Wednesday, October 3, 2012

Roadless rule fight ends



The long fight over a far-reaching federal regulation aimed at preserving roadless areas of the national forests ended Monday when the U.S. Supreme Court decided it would not review an appeals court decision upholding it.

The court's decision means that the rule can go into effect more than ten years after it was finalized by the Clinton administration.

"The Roadless Rule is now indisputably the law of the land," Jamie Williams, the president of the Wilderness Society, said in a statement.

Getting to that point required battles in two federal courts of appeal and the hostility of the George W. Bush administration, which declined to defend it in one appeals court, tried to replace it with a rule that would establish protections on the basis of state preferences, and exempted the nation's largest temperate forest - Alaska's Tongass National Forest - entirely from the rule.

The Bush administration also managed to secure exemptions from the rule for Idaho and Colorado.

Roadless areas are considered to be biologically important because they allow for the preservation of cold-water fish habitat and the sustained connection between a variety of habitats for native wildlife populations.

Areas of forest not sliced up by roads are also more resistant to wildfire and provide refuge for species impacted by human activities elsewhere and by global climate change.

The Forest Service first initiated efforts to protect them during the 1920s, when it set aside "primitive areas", and by the 1960s federal law recognized their ecological significance when Congress enacted the Wilderness Act.

That landmark law required the Forest Service to protect roadless areas pending Congressional decisions about which of the areas to designate as wilderness, and in the 1970s the agency completed an evaluation of its acreage that qualified.

The Clinton administration imposed a moratorium on additional road-building in the national forest roadless areas in 1999 and then, just before leaving office in Jan. 2011 and after a lengthy process that involved the most extensive public involvement process in U.S. history, finalized the regulation to protect them.

Two federal appeals courts later upheld the validity of the Roadless Rule against attacks from motorized recreation advocates, grazing, mining, and timber interests, and a small number of municipalities, counties, and states.

Critics argued that the regulation intruded on Congress' exclusive authority to designate wilderness areas.

The Roadless Rule affects 58.5 million acres of the 193 million-acre national forest system.
There are more than 380,000 miles of roads, mostly built to support timber extraction activities, in the national forests.

The regulation does not require closure of existing roads, does not prevent off-road vehicle use in the national forests, and does not affect opportunities to conduct mining operations in the national forests. It also does not prevent holders of grazing permits from allowing their livestock to roam on federal government-owned forests.

The Supreme Court's orders denying review came in Colorado Mining Association v. U.S. 
 Department of Agriculture, No. 11-1384 and Wyoming v. U.S. Department of Agriculture, No. 11-1378.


WORK TO BE COMPLETED: Write all of the lines below out again, exactly as they stand.

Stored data
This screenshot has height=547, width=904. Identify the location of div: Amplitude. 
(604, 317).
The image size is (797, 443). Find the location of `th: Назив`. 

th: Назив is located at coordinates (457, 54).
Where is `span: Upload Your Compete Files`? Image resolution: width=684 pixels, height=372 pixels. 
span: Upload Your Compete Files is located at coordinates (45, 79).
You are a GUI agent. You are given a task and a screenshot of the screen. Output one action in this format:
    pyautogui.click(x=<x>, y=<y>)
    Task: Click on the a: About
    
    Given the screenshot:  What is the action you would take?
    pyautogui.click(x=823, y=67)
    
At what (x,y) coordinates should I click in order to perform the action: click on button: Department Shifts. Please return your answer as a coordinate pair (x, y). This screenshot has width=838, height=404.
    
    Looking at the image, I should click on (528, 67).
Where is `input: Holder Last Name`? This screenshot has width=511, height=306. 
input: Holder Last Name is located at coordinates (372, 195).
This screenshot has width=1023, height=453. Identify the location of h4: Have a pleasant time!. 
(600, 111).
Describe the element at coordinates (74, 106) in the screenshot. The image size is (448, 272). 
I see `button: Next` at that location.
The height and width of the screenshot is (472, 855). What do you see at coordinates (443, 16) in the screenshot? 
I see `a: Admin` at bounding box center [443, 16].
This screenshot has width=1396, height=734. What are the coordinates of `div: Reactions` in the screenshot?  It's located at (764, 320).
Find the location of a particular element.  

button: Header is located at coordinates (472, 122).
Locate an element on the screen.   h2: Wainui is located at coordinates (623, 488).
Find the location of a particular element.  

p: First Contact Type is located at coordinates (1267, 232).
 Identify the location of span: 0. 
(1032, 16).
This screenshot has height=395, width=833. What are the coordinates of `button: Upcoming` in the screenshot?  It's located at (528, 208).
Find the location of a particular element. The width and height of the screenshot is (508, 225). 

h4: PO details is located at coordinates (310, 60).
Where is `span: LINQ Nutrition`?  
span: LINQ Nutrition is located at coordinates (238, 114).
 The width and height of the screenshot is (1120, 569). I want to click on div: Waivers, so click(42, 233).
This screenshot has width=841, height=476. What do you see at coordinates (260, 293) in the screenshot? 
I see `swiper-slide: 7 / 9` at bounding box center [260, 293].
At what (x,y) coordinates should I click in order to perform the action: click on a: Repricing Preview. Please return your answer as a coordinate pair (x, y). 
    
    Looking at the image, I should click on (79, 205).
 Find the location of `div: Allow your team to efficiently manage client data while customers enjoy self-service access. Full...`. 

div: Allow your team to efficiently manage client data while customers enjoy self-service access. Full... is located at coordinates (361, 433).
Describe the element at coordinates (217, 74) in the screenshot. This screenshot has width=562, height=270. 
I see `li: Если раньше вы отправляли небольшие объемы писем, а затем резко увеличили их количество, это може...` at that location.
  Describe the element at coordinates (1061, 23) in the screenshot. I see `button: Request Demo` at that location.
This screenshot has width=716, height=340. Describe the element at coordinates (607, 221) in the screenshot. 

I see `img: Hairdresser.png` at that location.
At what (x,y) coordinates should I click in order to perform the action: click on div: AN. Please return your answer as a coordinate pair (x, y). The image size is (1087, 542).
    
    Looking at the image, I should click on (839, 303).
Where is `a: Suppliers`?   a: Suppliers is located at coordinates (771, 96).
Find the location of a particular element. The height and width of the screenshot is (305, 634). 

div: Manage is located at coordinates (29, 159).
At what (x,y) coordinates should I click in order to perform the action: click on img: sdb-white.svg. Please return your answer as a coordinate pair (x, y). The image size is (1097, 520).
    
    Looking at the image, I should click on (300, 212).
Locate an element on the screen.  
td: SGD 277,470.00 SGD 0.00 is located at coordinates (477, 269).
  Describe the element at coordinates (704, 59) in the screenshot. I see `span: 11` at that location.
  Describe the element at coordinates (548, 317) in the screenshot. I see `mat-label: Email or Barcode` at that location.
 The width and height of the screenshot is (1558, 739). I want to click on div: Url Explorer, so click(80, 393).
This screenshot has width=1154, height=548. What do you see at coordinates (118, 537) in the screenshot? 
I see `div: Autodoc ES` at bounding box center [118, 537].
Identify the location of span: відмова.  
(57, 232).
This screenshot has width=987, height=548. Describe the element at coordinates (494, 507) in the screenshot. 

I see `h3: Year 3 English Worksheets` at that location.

ANSWER TO THIS PROBLEM:
This screenshot has height=547, width=904. Identify the location of div: Amplitude. 
(604, 317).
The image size is (797, 443). Find the location of `th: Назив`. 

th: Назив is located at coordinates (457, 54).
Where is `span: Upload Your Compete Files`? Image resolution: width=684 pixels, height=372 pixels. 
span: Upload Your Compete Files is located at coordinates (45, 79).
You are a GUI agent. You are given a task and a screenshot of the screen. Output one action in this format:
    pyautogui.click(x=<x>, y=<y>)
    Task: Click on the a: About
    
    Given the screenshot:  What is the action you would take?
    pyautogui.click(x=823, y=67)
    
At what (x,y) coordinates should I click in order to perform the action: click on button: Department Shifts. Please return your answer as a coordinate pair (x, y). This screenshot has width=838, height=404.
    
    Looking at the image, I should click on (528, 67).
Where is `input: Holder Last Name`? This screenshot has width=511, height=306. 
input: Holder Last Name is located at coordinates (372, 195).
This screenshot has width=1023, height=453. Identify the location of h4: Have a pleasant time!. 
(600, 111).
Describe the element at coordinates (74, 106) in the screenshot. The image size is (448, 272). 
I see `button: Next` at that location.
The height and width of the screenshot is (472, 855). What do you see at coordinates (443, 16) in the screenshot? 
I see `a: Admin` at bounding box center [443, 16].
This screenshot has width=1396, height=734. What are the coordinates of `div: Reactions` in the screenshot?  It's located at (764, 320).
Find the location of a particular element.  

button: Header is located at coordinates (472, 122).
Locate an element on the screen.   h2: Wainui is located at coordinates (623, 488).
Find the location of a particular element.  

p: First Contact Type is located at coordinates (1267, 232).
 Identify the location of span: 0. 
(1032, 16).
This screenshot has height=395, width=833. What are the coordinates of `button: Upcoming` in the screenshot?  It's located at (528, 208).
Find the location of a particular element. The width and height of the screenshot is (508, 225). 

h4: PO details is located at coordinates (310, 60).
Where is `span: LINQ Nutrition`?  
span: LINQ Nutrition is located at coordinates (238, 114).
 The width and height of the screenshot is (1120, 569). I want to click on div: Waivers, so click(42, 233).
This screenshot has width=841, height=476. What do you see at coordinates (260, 293) in the screenshot? 
I see `swiper-slide: 7 / 9` at bounding box center [260, 293].
At what (x,y) coordinates should I click in order to perform the action: click on a: Repricing Preview. Please return your answer as a coordinate pair (x, y). 
    
    Looking at the image, I should click on (79, 205).
 Find the location of `div: Allow your team to efficiently manage client data while customers enjoy self-service access. Full...`. 

div: Allow your team to efficiently manage client data while customers enjoy self-service access. Full... is located at coordinates (361, 433).
Describe the element at coordinates (217, 74) in the screenshot. This screenshot has width=562, height=270. 
I see `li: Если раньше вы отправляли небольшие объемы писем, а затем резко увеличили их количество, это може...` at that location.
  Describe the element at coordinates (1061, 23) in the screenshot. I see `button: Request Demo` at that location.
This screenshot has width=716, height=340. Describe the element at coordinates (607, 221) in the screenshot. 

I see `img: Hairdresser.png` at that location.
At what (x,y) coordinates should I click in order to perform the action: click on div: AN. Please return your answer as a coordinate pair (x, y). The image size is (1087, 542).
    
    Looking at the image, I should click on (839, 303).
Where is `a: Suppliers`?   a: Suppliers is located at coordinates (771, 96).
Find the location of a particular element. The height and width of the screenshot is (305, 634). 

div: Manage is located at coordinates (29, 159).
At what (x,y) coordinates should I click in order to perform the action: click on img: sdb-white.svg. Please return your answer as a coordinate pair (x, y). The image size is (1097, 520).
    
    Looking at the image, I should click on (300, 212).
Locate an element on the screen.  
td: SGD 277,470.00 SGD 0.00 is located at coordinates (477, 269).
  Describe the element at coordinates (704, 59) in the screenshot. I see `span: 11` at that location.
  Describe the element at coordinates (548, 317) in the screenshot. I see `mat-label: Email or Barcode` at that location.
 The width and height of the screenshot is (1558, 739). I want to click on div: Url Explorer, so click(80, 393).
This screenshot has width=1154, height=548. What do you see at coordinates (118, 537) in the screenshot? 
I see `div: Autodoc ES` at bounding box center [118, 537].
Identify the location of span: відмова.  
(57, 232).
This screenshot has width=987, height=548. Describe the element at coordinates (494, 507) in the screenshot. 

I see `h3: Year 3 English Worksheets` at that location.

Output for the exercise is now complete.